The Long-legged Buzzard (Buteo rufinus) prefers the dry open plains of Turkey, Greece, Romania, Bulgaria, Serbia and Hungary and feeds mostly on small rodents, although it will also take lizards, snakes, small birds and large insects.

It is similar in appearance to the Rough-legged Buzzard (Buteo lagopus), but larger in size (approximate length 60-65cm / 24") and more robust. There are many different colour forms, but usually Long-leggeds have clear orange tint to plumage, red or orange tail, pale head and largely white underwings. There is usually a distinctive black carpal patch and dark trailing edge to wing. Rump and trousers are often dark or deep rufous. Plumage varies from ghostly pale individuals to very dark birds. Some plumages are almost similar to those of the Steppe Buzzard, the Eastern subspecies of the Common Buzzard (Buteo buteo vulpinus), but Long-legged Buzzards have longer wings and are more like Rough-Legged buzzards or even a small Aquila eagle.

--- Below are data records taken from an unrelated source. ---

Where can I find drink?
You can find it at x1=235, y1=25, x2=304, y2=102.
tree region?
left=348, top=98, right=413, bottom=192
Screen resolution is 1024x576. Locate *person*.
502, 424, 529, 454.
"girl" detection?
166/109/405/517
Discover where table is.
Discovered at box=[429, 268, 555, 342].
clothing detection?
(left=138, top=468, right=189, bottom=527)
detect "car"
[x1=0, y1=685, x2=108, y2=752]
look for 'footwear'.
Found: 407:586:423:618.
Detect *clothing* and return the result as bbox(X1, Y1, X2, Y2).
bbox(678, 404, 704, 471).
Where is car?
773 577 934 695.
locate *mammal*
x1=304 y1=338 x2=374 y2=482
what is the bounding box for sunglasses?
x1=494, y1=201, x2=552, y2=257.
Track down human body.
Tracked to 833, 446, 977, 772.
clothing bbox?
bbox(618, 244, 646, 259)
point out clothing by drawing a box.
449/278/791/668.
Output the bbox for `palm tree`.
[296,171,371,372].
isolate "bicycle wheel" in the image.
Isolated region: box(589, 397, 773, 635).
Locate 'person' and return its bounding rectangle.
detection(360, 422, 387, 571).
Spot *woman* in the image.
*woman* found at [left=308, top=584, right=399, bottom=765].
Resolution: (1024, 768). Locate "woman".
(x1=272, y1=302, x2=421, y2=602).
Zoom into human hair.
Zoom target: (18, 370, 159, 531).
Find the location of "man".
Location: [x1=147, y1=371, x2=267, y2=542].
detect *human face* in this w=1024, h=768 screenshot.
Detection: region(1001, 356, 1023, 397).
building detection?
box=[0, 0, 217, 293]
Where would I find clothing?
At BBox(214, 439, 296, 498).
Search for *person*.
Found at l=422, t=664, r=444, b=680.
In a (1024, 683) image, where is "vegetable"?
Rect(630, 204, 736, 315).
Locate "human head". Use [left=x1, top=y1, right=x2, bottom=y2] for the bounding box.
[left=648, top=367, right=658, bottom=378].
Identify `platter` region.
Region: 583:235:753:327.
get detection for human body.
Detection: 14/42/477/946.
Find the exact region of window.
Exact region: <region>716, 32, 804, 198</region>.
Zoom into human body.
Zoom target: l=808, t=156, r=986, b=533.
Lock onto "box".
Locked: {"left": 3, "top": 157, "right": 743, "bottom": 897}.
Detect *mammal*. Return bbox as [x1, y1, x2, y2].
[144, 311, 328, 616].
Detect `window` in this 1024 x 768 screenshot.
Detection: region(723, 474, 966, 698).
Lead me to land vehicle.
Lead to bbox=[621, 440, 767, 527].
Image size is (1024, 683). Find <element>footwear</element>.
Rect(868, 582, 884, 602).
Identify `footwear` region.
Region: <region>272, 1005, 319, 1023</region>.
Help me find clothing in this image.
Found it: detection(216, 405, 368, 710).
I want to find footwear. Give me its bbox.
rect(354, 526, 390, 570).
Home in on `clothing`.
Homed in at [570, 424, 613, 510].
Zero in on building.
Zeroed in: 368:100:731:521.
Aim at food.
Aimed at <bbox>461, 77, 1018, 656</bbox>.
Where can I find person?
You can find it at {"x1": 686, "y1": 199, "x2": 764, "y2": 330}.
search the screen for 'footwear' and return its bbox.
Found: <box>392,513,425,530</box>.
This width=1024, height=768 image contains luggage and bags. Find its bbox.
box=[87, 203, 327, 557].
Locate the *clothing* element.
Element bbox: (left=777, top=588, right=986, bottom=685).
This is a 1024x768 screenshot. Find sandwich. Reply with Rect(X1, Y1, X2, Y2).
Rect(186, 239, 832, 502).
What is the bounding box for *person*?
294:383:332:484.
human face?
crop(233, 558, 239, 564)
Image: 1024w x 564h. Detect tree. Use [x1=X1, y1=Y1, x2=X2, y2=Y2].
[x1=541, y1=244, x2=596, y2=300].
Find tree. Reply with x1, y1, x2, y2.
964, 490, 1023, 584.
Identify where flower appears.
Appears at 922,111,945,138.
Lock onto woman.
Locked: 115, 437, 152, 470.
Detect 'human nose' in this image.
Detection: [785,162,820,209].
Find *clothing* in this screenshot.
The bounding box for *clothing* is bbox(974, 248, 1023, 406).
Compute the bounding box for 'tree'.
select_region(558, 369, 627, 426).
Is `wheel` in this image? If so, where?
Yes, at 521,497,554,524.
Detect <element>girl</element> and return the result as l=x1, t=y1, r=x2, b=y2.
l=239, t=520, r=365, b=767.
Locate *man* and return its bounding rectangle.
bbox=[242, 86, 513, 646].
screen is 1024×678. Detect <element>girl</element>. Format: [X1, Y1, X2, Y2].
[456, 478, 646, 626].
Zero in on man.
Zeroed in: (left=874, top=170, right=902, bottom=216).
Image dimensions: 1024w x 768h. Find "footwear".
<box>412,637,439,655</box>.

Open, uncultivated areas, with high bushes, trees, cliffs or hillocks are favoured as nesting areas. Younger birds disperse north of breeding grounds and there are records from Northern Europe.

The breeding population in Greece is ca. 60 pairs. Recent sightings would seem to indicate that there is a small population in the Apulian region of south-eastern Italy.

[edit] References

[edit] External links

  • Bird Guides: Long-legged Buzzard. Identification information and videos. Retrieved 2006-NOV-28.